This report, Interregional Transmission for Resilience: Using Regional Diversity to Prioritize Additional Interregional Transmission, sets forth a methodology for assessing where additional interregional transmission capability can provide the greatest benefits for system resilience.
There is a growing need to ensure that electricity systems remain robust and adaptable in the face of future load growth, a changing resource mix, and a changing climate. Interregional transmission improves grid resilience by allowing regions to access diverse resources in neighboring regions not affected by the same weather and load conditions. But despite the potential benefits, current planning processes often overlook the resilience value of interregional transmission, focusing on local reliability solutions within only a small geographical region.
This study provides a nationwide assessment of current interregional transmission capability and offers planners a framework for (1) assessing transmission’s adequacy and resilience benefits at a national scale, and (2) prioritizing transmission investments that offer the greatest benefits for system resilience.
The methodology proposed calculates an hourly energy margin for every region in the U.S., taking into account hourly available capacity and hourly loads, to assess each region’s ability to import or export power to its neighbors. The methodology can be used to meet an individual planning region’s needs and can also inform national efforts to assess resilience benefits from interregional transmission.
The report also includes a case study applying this methodology to determine how much additional interregional transmission would be needed for every U.S. region to be able to import 10%, 20%, and 30% of its peak load. To determine where additional interregional transfer capability should be added, a model was developed using a priority dispatch order in which a region first uses its own resources, then resources from its immediate neighbors (if they have surplus), and, lastly, resources from neighbors’ neighbors. This methodology can be used to identify which neighboring regions would typically have deeper surplus at times when a given region is experiencing grid stress.

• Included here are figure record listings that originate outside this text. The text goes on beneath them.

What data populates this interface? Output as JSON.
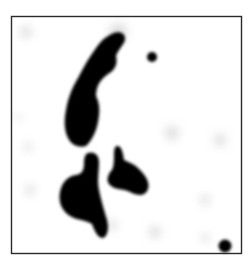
{
  "image": {
    "description": "Grayscale blot image with dark irregular blobs inside a thin black square frame",
    "colors": {
      "background": "#ffffff",
      "frame": "#2a2a2a",
      "blob": "#000000",
      "haze": "#d8d8d8"
    },
    "frame": {
      "x": 11,
      "y": 16,
      "width": 230,
      "height": 237
    },
    "blobs": [
      {
        "name": "upper-elongated-blob"
      },
      {
        "name": "upper-small-dot"
      },
      {
        "name": "lower-left-blob"
      },
      {
        "name": "middle-blob"
      },
      {
        "name": "bottom-right-dot"
      }
    ]
  }
}
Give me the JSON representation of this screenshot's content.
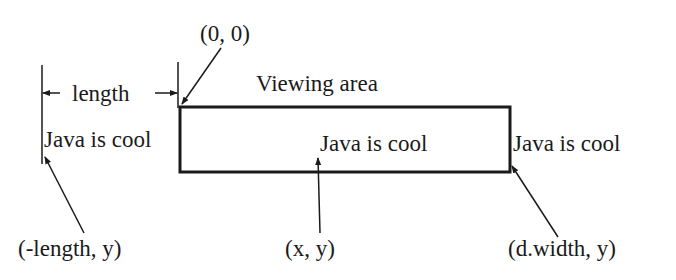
{
  "diagram": {
    "origin_label": "(0, 0)",
    "viewing_area_label": "Viewing area",
    "length_label": "length",
    "text_left": "Java is cool",
    "text_center": "Java is cool",
    "text_right": "Java is cool",
    "coord_left": "(-length, y)",
    "coord_center": "(x, y)",
    "coord_right": "(d.width, y)",
    "colors": {
      "line": "#1a1a1a",
      "background": "#ffffff"
    }
  }
}
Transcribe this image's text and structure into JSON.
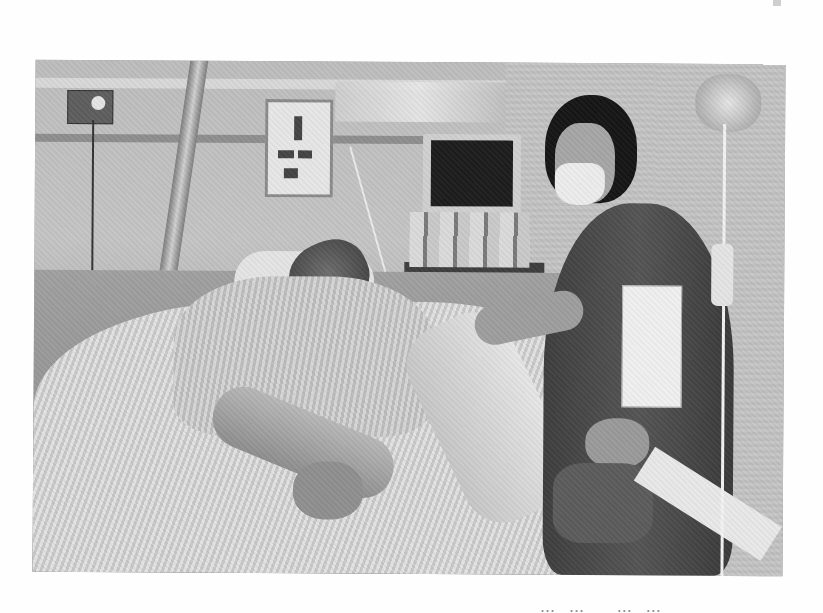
{
  "page": {
    "background": "#fefefe",
    "type": "scanned page with photograph"
  },
  "photo": {
    "description": "Black-and-white photograph of a hospital room: a patient lying in a bed under striped blankets while a woman wearing a surgical face mask stands beside the bed holding a folder; medical equipment, a monitor, bottles on a bedside table, and an IV drip hang in the scene.",
    "tone": "grayscale",
    "elements": [
      "patient-in-bed",
      "woman-with-face-mask",
      "bedside-monitor",
      "iv-drip-bag",
      "wall-outlet-panel",
      "wall-poster",
      "bed-rail",
      "bedside-table-with-bottles",
      "striped-blankets",
      "folder"
    ]
  },
  "caption": {
    "text": "…… …… …… ……",
    "note": "cropped characters along the bottom edge, illegible"
  }
}
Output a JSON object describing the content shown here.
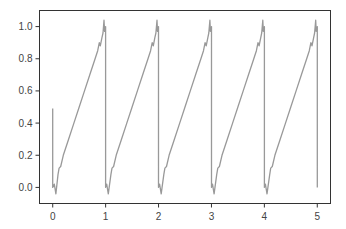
{
  "chart_data": {
    "type": "line",
    "title": "",
    "xlabel": "",
    "ylabel": "",
    "xlim": [
      -0.25,
      5.25
    ],
    "ylim": [
      -0.1,
      1.1
    ],
    "grid": false,
    "legend": null,
    "x_ticks": [
      "0",
      "1",
      "2",
      "3",
      "4",
      "5"
    ],
    "y_ticks": [
      "0.0",
      "0.2",
      "0.4",
      "0.6",
      "0.8",
      "1.0"
    ],
    "series": [
      {
        "name": "sawtooth",
        "color": "#999999",
        "x": [
          0,
          0,
          0.03,
          0.06,
          0.1,
          0.12,
          0.15,
          0.2,
          0.3,
          0.4,
          0.5,
          0.6,
          0.7,
          0.8,
          0.85,
          0.88,
          0.9,
          0.93,
          0.95,
          0.97,
          0.98,
          1.0,
          1.0,
          1.02,
          1.05,
          1.1,
          1.12,
          1.15,
          1.2,
          1.3,
          1.4,
          1.5,
          1.6,
          1.7,
          1.8,
          1.85,
          1.88,
          1.9,
          1.93,
          1.95,
          1.97,
          1.98,
          2.0,
          2.0,
          2.02,
          2.05,
          2.1,
          2.12,
          2.15,
          2.2,
          2.3,
          2.4,
          2.5,
          2.6,
          2.7,
          2.8,
          2.85,
          2.88,
          2.9,
          2.93,
          2.95,
          2.97,
          2.98,
          3.0,
          3.0,
          3.02,
          3.05,
          3.1,
          3.12,
          3.15,
          3.2,
          3.3,
          3.4,
          3.5,
          3.6,
          3.7,
          3.8,
          3.85,
          3.88,
          3.9,
          3.93,
          3.95,
          3.97,
          3.98,
          4.0,
          4.0,
          4.02,
          4.05,
          4.1,
          4.12,
          4.15,
          4.2,
          4.3,
          4.4,
          4.5,
          4.6,
          4.7,
          4.8,
          4.85,
          4.88,
          4.9,
          4.93,
          4.95,
          4.97,
          4.98,
          5.0,
          5.0
        ],
        "y": [
          0.49,
          0.0,
          0.02,
          -0.04,
          0.08,
          0.12,
          0.13,
          0.2,
          0.3,
          0.4,
          0.5,
          0.6,
          0.7,
          0.8,
          0.85,
          0.9,
          0.88,
          0.93,
          0.96,
          1.04,
          0.97,
          1.0,
          0.0,
          0.02,
          -0.04,
          0.08,
          0.12,
          0.13,
          0.2,
          0.3,
          0.4,
          0.5,
          0.6,
          0.7,
          0.8,
          0.85,
          0.9,
          0.88,
          0.93,
          0.96,
          1.04,
          0.97,
          1.0,
          0.0,
          0.02,
          -0.04,
          0.08,
          0.12,
          0.13,
          0.2,
          0.3,
          0.4,
          0.5,
          0.6,
          0.7,
          0.8,
          0.85,
          0.9,
          0.88,
          0.93,
          0.96,
          1.04,
          0.97,
          1.0,
          0.0,
          0.02,
          -0.04,
          0.08,
          0.12,
          0.13,
          0.2,
          0.3,
          0.4,
          0.5,
          0.6,
          0.7,
          0.8,
          0.85,
          0.9,
          0.88,
          0.93,
          0.96,
          1.04,
          0.97,
          1.0,
          0.0,
          0.02,
          -0.04,
          0.08,
          0.12,
          0.13,
          0.2,
          0.3,
          0.4,
          0.5,
          0.6,
          0.7,
          0.8,
          0.85,
          0.9,
          0.88,
          0.93,
          0.96,
          1.04,
          0.97,
          1.0,
          0.0
        ]
      }
    ]
  },
  "style": {
    "frame_color": "#333333",
    "line_color": "#999999",
    "tick_label_color": "#444444"
  }
}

The method is designed to be practical and adaptable to current planning practices, allowing for broad nationwide assessments, across all hours of the year and across many weather years and different resource mixes, applicable on both a regional and a national scale.
This study underscores the need for a robust, national-scale approach to grid resilience. It provides a modeling and strategic framework for leveraging interregional transmission and regional diversity to improve the reliability and adaptability of the U.S. electric power grid in response to severe weather events and a changing energy landscape.